EAS Dev-Tools vs Langfuse (2026): Honest Comparison
EAS Dev-Tools vs Langfuse compared for teams shipping AI: tracing vs correctness-gating, the Wiring-Integrity category, pricing and free tiers. Honest, FTC-disclosed.
Last updated 2026-06-02
The short answer
Short answer: Langfuse is the better fit if your main need is open-source LLM tracing and prompt management (it is self-hostable and has a strong free tier). EAS Dev-Tools is the better fit if you need to gate releases on correctness — deterministic, zero-LLM scans plus “Wiring Integrity” (catching integrations that are declared-on but wired-off), a category Langfuse does not cover.
Both have a free tier. Langfuse: free self-host + paid cloud (~$29–$59). EAS Dev-Tools: Free $0 → Starter $49 → Growth $149 → Scale $499 (as of 2026-06). Pick Langfuse for observability; pick EAS for correctness/integrity gating in CI.
At a glance
| EAS Dev-Tools | Langfuse | |
|---|---|---|
| Core job | Correctness + integrity gating (CI gate) | LLM tracing, evals, prompt management |
| Wiring Integrity (declared-on / wired-off) | Yes (its category) | No |
| Zero-LLM deterministic scanner | Yes (near-zero COGS) | No (LLM-based evals) |
| Self-host / open-source | No (SaaS) | Yes (OSS core) |
| Free tier | Free $0 | Free self-host + free cloud tier |
| Paid entry (as of 2026-06) | $49 Starter | ~$29–$59 cloud |
| Best for | Shipping AI with a release gate | Debugging/observing LLM apps |
Where Langfuse wins
Langfuse is open-source and self-hostable, which matters if you want to keep prompts and traces in your own infrastructure. Its tracing, prompt versioning and eval tooling are mature and its free tier is genuinely usable. If your problem is “I can't see what my LLM app is doing,” Langfuse is a strong, well-supported answer.
Where EAS Dev-Tools wins
EAS is built around a different question: “is it safe to ship?” Its scanner is deterministic and LLM-free, so it runs cheaply in CI and gives the same result every time — and its Wiring-Integrity checks catch a failure mode most tools miss entirely: an integration that is configured/declared but never actually wired up at runtime. That near-zero compute cost is also why its free tier can stay generous.
Honest verdict
These are complementary more than competing. Many teams run Langfuse for observability and a correctness gate. If you must choose one and your pain is debugging, choose Langfuse; if your pain is shipping broken or mis-wired AI to production, choose EAS Dev-Tools.
Frequently asked questions
Is EAS Dev-Tools a Langfuse alternative?
Partly. They overlap on “AI reliability” but solve different jobs: Langfuse is LLM tracing/observability (open-source, self-hostable); EAS Dev-Tools is correctness and integrity gating with a deterministic zero-LLM scanner and the Wiring-Integrity category. Many teams use both.
Does Langfuse have Wiring Integrity checks?
No. “Wiring Integrity” — detecting integrations that are declared/configured but not actually wired at runtime — is an EAS Dev-Tools category. Langfuse focuses on tracing, evals and prompt management.
Which is cheaper?
Both have free tiers. Langfuse can be self-hosted for infrastructure cost only; its cloud paid tiers are roughly $29–$59 (as of 2026-06). EAS Dev-Tools starts at Free $0 and its first paid tier is $49 (Starter).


◆ Task brief ◆
Go through the data and report how many lines include the word "neutrino", giving only the number.

◆ Records provided ◆
= Beginning of Section =

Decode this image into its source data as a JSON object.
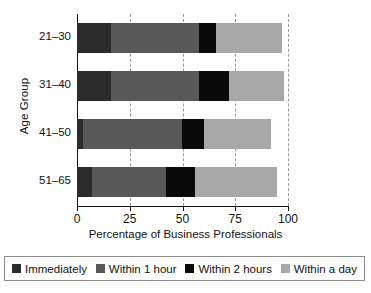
{
  "chart_data": {
    "type": "bar",
    "orientation": "horizontal",
    "stacked": true,
    "title": "",
    "xlabel": "Percentage of Business Professionals",
    "ylabel": "Age Group",
    "categories": [
      "21–30",
      "31–40",
      "41–50",
      "51–65"
    ],
    "xlim": [
      0,
      100
    ],
    "xticks": [
      0,
      25,
      50,
      75,
      100
    ],
    "xticklabels": [
      "0",
      "25",
      "50",
      "75",
      "100"
    ],
    "grid": "vertical-dashed",
    "legend_position": "bottom",
    "series": [
      {
        "name": "Immediately",
        "color": "#2b2b2b",
        "values": [
          16,
          16,
          3,
          7
        ]
      },
      {
        "name": "Within 1 hour",
        "color": "#585858",
        "values": [
          42,
          42,
          47,
          35
        ]
      },
      {
        "name": "Within 2 hours",
        "color": "#0a0a0a",
        "values": [
          8,
          14,
          10,
          14
        ]
      },
      {
        "name": "Within a day",
        "color": "#a8a8a8",
        "values": [
          31,
          26,
          32,
          39
        ]
      }
    ]
  },
  "axes": {
    "xlabel": "Percentage of Business Professionals",
    "ylabel": "Age Group"
  },
  "legend": {
    "items": [
      {
        "label": "Immediately",
        "color": "#2b2b2b"
      },
      {
        "label": "Within 1 hour",
        "color": "#585858"
      },
      {
        "label": "Within 2 hours",
        "color": "#0a0a0a"
      },
      {
        "label": "Within a day",
        "color": "#a8a8a8"
      }
    ]
  }
}
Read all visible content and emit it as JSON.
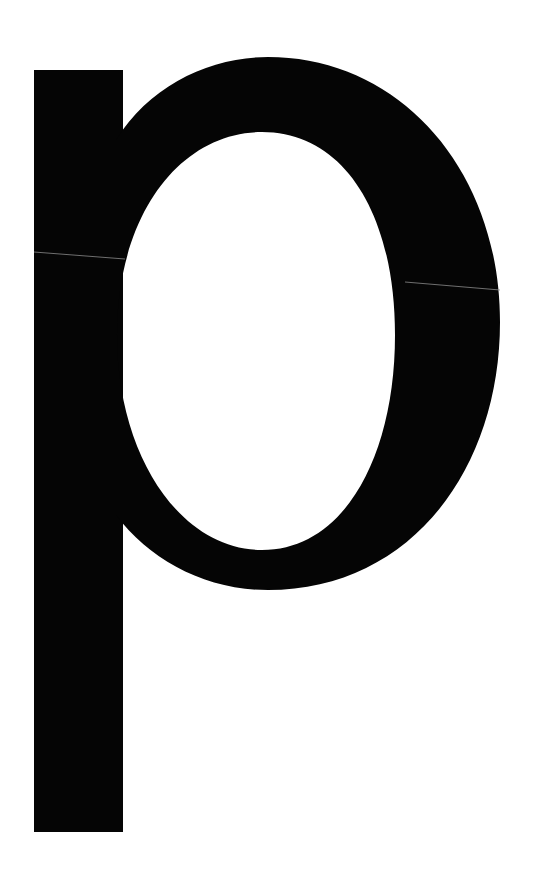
{
  "glyph": {
    "character": "p",
    "description": "Large lowercase letter p",
    "fill_color": "#050505",
    "background_color": "#ffffff",
    "seam_color": "#8a8a8a"
  }
}
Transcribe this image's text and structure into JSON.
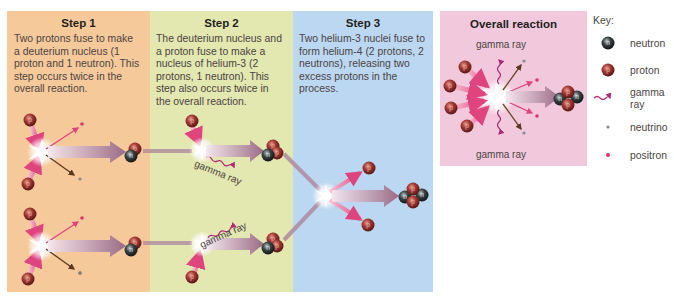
{
  "steps": [
    {
      "title": "Step 1",
      "description_lines": [
        "Two protons fuse to make",
        "a deuterium nucleus (1",
        "proton and 1 neutron). This",
        "step occurs twice in the",
        "overall reaction."
      ],
      "color": "#f6c99a"
    },
    {
      "title": "Step 2",
      "description_lines": [
        "The deuterium nucleus and",
        "a proton fuse to make a",
        "nucleus of helium-3 (2",
        "protons, 1 neutron). This",
        "step also occurs twice in",
        "the overall reaction."
      ],
      "color": "#e3e7b0",
      "labels": [
        "gamma ray",
        "gamma ray"
      ]
    },
    {
      "title": "Step 3",
      "description_lines": [
        "Two helium-3 nuclei fuse to",
        "form helium-4 (2 protons, 2",
        "neutrons), releasing two",
        "excess protons in the",
        "process."
      ],
      "color": "#bcd7f1"
    }
  ],
  "overall": {
    "title": "Overall reaction",
    "top_label": "gamma ray",
    "bottom_label": "gamma ray",
    "color": "#f2c9dc"
  },
  "key": {
    "title": "Key:",
    "items": [
      {
        "icon": "neutron-icon",
        "label": "neutron"
      },
      {
        "icon": "proton-icon",
        "label": "proton"
      },
      {
        "icon": "gamma-ray-icon",
        "label_lines": [
          "gamma",
          "ray"
        ]
      },
      {
        "icon": "neutrino-icon",
        "label": "neutrino"
      },
      {
        "icon": "positron-icon",
        "label": "positron"
      }
    ]
  },
  "particle_glyphs": {
    "proton": "p",
    "neutron": "n"
  },
  "colors": {
    "proton": "#8a2a2a",
    "neutron": "#2e3335",
    "positron": "#e0336a",
    "neutrino": "#8a8a8a",
    "gamma": "#b0287a",
    "arrow_pink": "#e8558c",
    "arrow_brown": "#6b4a2a",
    "big_arrow": "#a0708a"
  }
}
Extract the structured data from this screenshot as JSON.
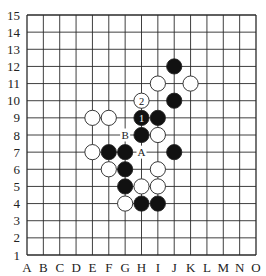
{
  "board": {
    "size": 15,
    "columns": [
      "A",
      "B",
      "C",
      "D",
      "E",
      "F",
      "G",
      "H",
      "I",
      "J",
      "K",
      "L",
      "M",
      "N",
      "O"
    ],
    "rows": [
      "15",
      "14",
      "13",
      "12",
      "11",
      "10",
      "9",
      "8",
      "7",
      "6",
      "5",
      "4",
      "3",
      "2",
      "1"
    ],
    "colors": {
      "line": "#2a2a2a",
      "black_stone": "#111111",
      "white_stone": "#ffffff",
      "stone_outline": "#222222",
      "background": "#ffffff"
    }
  },
  "stones": [
    {
      "color": "black",
      "col": "J",
      "row": 12
    },
    {
      "color": "white",
      "col": "I",
      "row": 11
    },
    {
      "color": "white",
      "col": "K",
      "row": 11
    },
    {
      "color": "black",
      "col": "J",
      "row": 10
    },
    {
      "color": "white",
      "col": "H",
      "row": 10,
      "label": "2"
    },
    {
      "color": "white",
      "col": "E",
      "row": 9
    },
    {
      "color": "white",
      "col": "F",
      "row": 9
    },
    {
      "color": "black",
      "col": "H",
      "row": 9,
      "label": "1"
    },
    {
      "color": "black",
      "col": "I",
      "row": 9
    },
    {
      "color": "black",
      "col": "H",
      "row": 8
    },
    {
      "color": "white",
      "col": "I",
      "row": 8
    },
    {
      "color": "white",
      "col": "E",
      "row": 7
    },
    {
      "color": "black",
      "col": "F",
      "row": 7
    },
    {
      "color": "black",
      "col": "G",
      "row": 7
    },
    {
      "color": "black",
      "col": "J",
      "row": 7
    },
    {
      "color": "white",
      "col": "F",
      "row": 6
    },
    {
      "color": "black",
      "col": "G",
      "row": 6
    },
    {
      "color": "white",
      "col": "I",
      "row": 6
    },
    {
      "color": "black",
      "col": "G",
      "row": 5
    },
    {
      "color": "white",
      "col": "H",
      "row": 5
    },
    {
      "color": "white",
      "col": "I",
      "row": 5
    },
    {
      "color": "white",
      "col": "G",
      "row": 4
    },
    {
      "color": "black",
      "col": "H",
      "row": 4
    },
    {
      "color": "black",
      "col": "I",
      "row": 4
    }
  ],
  "markers": [
    {
      "text": "A",
      "col": "H",
      "row": 7
    },
    {
      "text": "B",
      "col": "G",
      "row": 8
    }
  ]
}
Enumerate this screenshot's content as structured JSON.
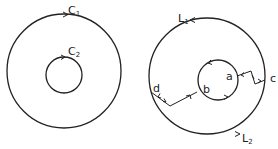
{
  "figure": {
    "left": {
      "outer_contour": {
        "label": "C",
        "subscript": "1",
        "direction": "counterclockwise"
      },
      "inner_contour": {
        "label": "C",
        "subscript": "2",
        "direction": "counterclockwise"
      }
    },
    "right": {
      "outer_arcs": [
        {
          "label": "L",
          "subscript": "1",
          "position": "top"
        },
        {
          "label": "L",
          "subscript": "2",
          "position": "bottom"
        }
      ],
      "points": {
        "a": "a",
        "b": "b",
        "c": "c",
        "d": "d"
      },
      "cuts": [
        {
          "from": "a",
          "to": "c",
          "description": "zig-zag cut with opposing arrows"
        },
        {
          "from": "d",
          "to": "b",
          "description": "zig-zag cut with opposing arrows"
        }
      ]
    }
  },
  "colors": {
    "ink": "#222222",
    "background": "#ffffff"
  }
}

= End of Section =

◆ Response ◆
3